Hi again Joe, (+ list)

On 11/04/15 02:00, joehuang wrote:
Hi, Neil,

See inline comments.

Best Regards

Chaoyi Huang

________________________________________
From: Neil Jerram [neil.jer...@metaswitch.com]
Sent: 09 April 2015 23:01
To: OpenStack Development Mailing List (not for usage questions)
Subject: Re: [openstack-dev] [neutron] Neutron scaling datapoints?

Hi Joe,

Many thanks for your reply!

On 09/04/15 03:34, joehuang wrote:
Hi, Neil,

  From theoretic, Neutron is like a "broadcast" domain, for example, enforcement of DVR and 
security group has to touch each regarding host where there is VM of this project resides. Even using SDN 
controller, the "touch" to regarding host is inevitable. If there are plenty of physical hosts, for 
example, 10k, inside one Neutron, it's very hard to overcome the "broadcast storm" issue under 
concurrent operation, that's the bottleneck for scalability of Neutron.

I think I understand that in general terms - but can you be more
specific about the broadcast storm?  Is there one particular message
exchange that involves broadcasting?  Is it only from the server to
agents, or are there 'broadcasts' in other directions as well?

[[joehuang]] for example, L2 population, Security group rule update, DVR route 
update. Both direction in different scenario.

Thanks. In case it's helpful to see all the cases together, sync_routers (from the L3 agent) was also mentioned in other part of this thread. Plus of course the liveness reporting from all agents.

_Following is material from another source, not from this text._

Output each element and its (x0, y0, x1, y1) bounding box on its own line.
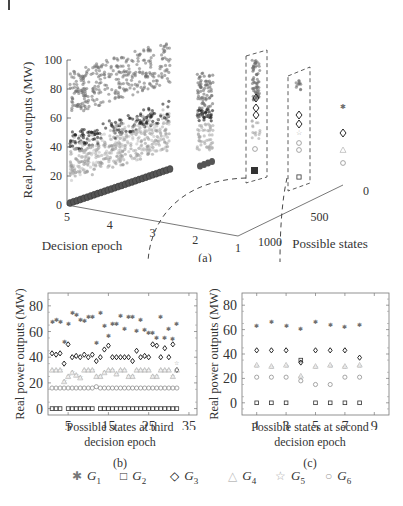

(I presume you are talking about control plane messages here, i.e.
between Neutron components.  Is that right?  Obviously there can also be
broadcast storm problems in the data plane - but I don't think that's
what you are talking about here.)

[[joehuang]] Yes, controll plane here.

Thanks for confirming that.

We need layered architecture in Neutron to solve the "broadcast domain" bottleneck of 
scalability. The test report from OpenStack cascading shows that through layered architecture 
"Neutron cascading", Neutron can supports up to million level ports and 100k level 
physical hosts. You can find the report here: 
http://www.slideshare.net/JoeHuang7/test-report-for-open-stack-cascading-solution-to-support-1-million-v-ms-in-100-data-centers

Many thanks, I will take a look at this.

It was very interesting, thanks. And by following through your links I also learned more about Nova cells, and about how some people question whether we need any kind of partitioning at all, and should instead solve scaling/performance problems in other ways... It will be interesting to see how this plays out.

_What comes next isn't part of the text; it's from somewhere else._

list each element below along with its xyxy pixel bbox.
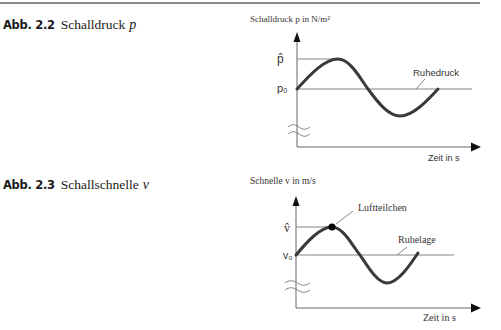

I'd still like to see more information, though, about how far people have scaled OpenStack - and in particular Neutron - as it exists today. Surely having a consensus set of current limits is an important input into any discussion of future scaling work.

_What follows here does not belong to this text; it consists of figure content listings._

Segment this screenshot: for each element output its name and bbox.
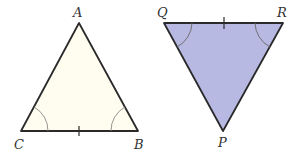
triangle-abc-shape (21, 23, 138, 131)
vertex-label-r: R (276, 5, 287, 20)
triangle-qrp: Q R P (157, 5, 287, 150)
vertex-label-a: A (72, 5, 82, 20)
triangle-qrp-shape (164, 23, 283, 131)
vertex-label-q: Q (157, 5, 168, 20)
diagram-stage: A C B Q R P (0, 0, 302, 159)
triangles-diagram: A C B Q R P (0, 0, 302, 159)
vertex-label-c: C (14, 137, 24, 152)
triangle-abc: A C B (14, 5, 144, 152)
vertex-label-p: P (217, 135, 227, 150)
vertex-label-b: B (133, 137, 144, 152)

For example, Kevin mentioned benchmarking where the Neutron server processed a liveness update in <50ms and a sync_routers in 300ms. Suppose, the liveness update time was 50ms (since I don't know in detail what that < means) and agents report liveness every 30s. Does that mean that a single Neutron server can only support 600 agents?

I'm also especially interested in the DHCP agent, because in Calico we have one of those on every compute host. We've just run tests which appeared to be hitting trouble from just 50 compute hosts onwards, and apparently because of DHCP agent communications. We need to continue looking into that and report findings properly, but if anyone already has any insights, they would be much appreciated.